The Boys and Girls Readers, Sixth Reader
By Emma Miller Bolenius




In our childhood, I used to recruit my younger sister & brother to play School.  I was, of course, the teacher & they were the class.  If they declined my invitation, I simply taught imaginary children.

Although I was too young to understand the To the Teacher section or the book’s six parts & subsections, possessing the book gave me confidence.

Exploring its contents now, I am amazed at what sixth graders were expected to read. 

Because I remember sixth grade well – & I do not remember reading Sir Walter Scott, Emerson, Walt Whitman, Ben Johnson, Cervantes, Ovid, or Tolstoy.

I marvel now at the current wealth of young adult fiction available.  The Higher Power of Lucky – which I read because it was banned from school libraries – it used the word scrotum about a dog.

The Girl Who Could Fly, Rules, A Series of Unfortunate Events, Chasing Vermeer, Wonderstruck, The Book Thief, The Giver, The Invention of Hugo Cabret, Gaby Lost & Found, Allie First at Last, Me Frida & the Secret of the Peacock Ring - & wedged between the very adult Foucault & Eagleton’s Literary Theory, my seven volumes of Harry Potter on my shelves

And always, always, A Wrinkle in Time.

When I turned sixty, Sue Ann McLauchlan Faulkner, the same BFF from second grade who inspired this missive, created a Raggedy Ann Jaki Jean.  Sue is famous among those lucky enough to wander into her orbit & receive one of her Raggedy Anns or Andys.

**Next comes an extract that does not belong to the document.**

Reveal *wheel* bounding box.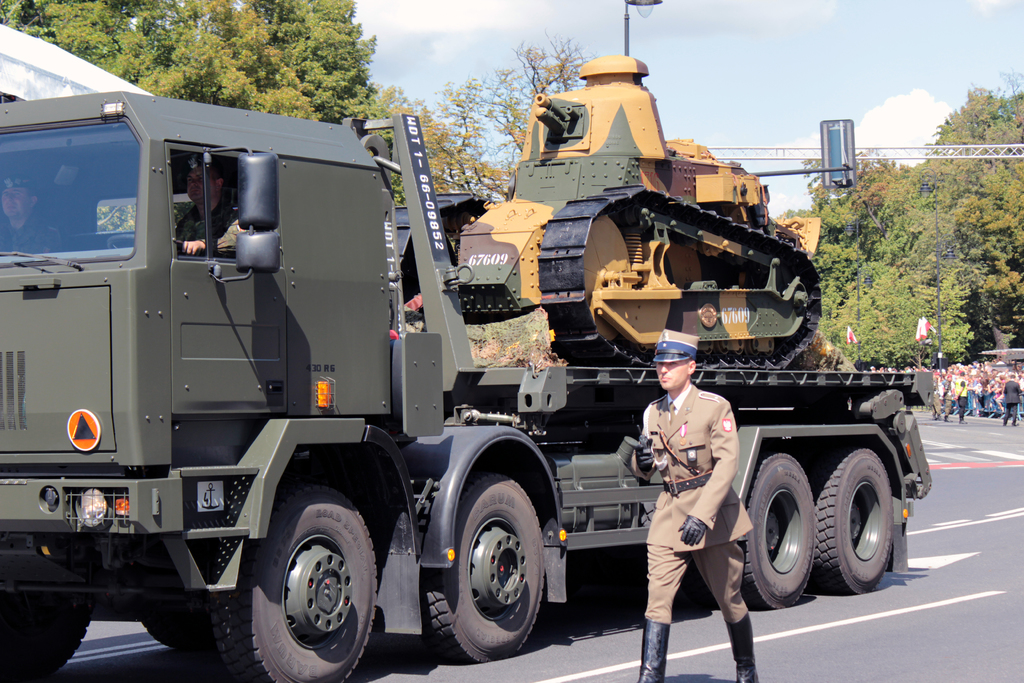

Raggedy Jaki Jean has red hair & freckles, sparkly blue shoes, lady bugs, a calming jar, a pocket of Smurfs & a book bag with three books.

Jane Eyre, To the Lighthouse, A Wrinkle in Time

Memory, as I have mentioned, often morphs into myth.

My sweet friend Sue’s post about Dick & Jane initiated a time travel.  Not by tessering, but by rethinking & reexamining.

Rethinking my complicated relationship with my grandmother Helen.  Who gave me books.  Who gave her only son’s family Reader’s Digest Condensed Books & Reader Digest Condensed Children’s Books.

Condensed books that always sent me to the library to read the full version.

I read, not because of a program from my childhood, but because my parents read, both sets of my grandparents read.  I read because of libraries.  

In a time when book stores were rare & out of reach, my mother took her children to the library.  I read because library time was important in the public schools of my childhood. 

I read because I cannot imagine not reading.

And because I am still waiting for Jane to go up & down the hill without any thoughts about Dick, all on her own.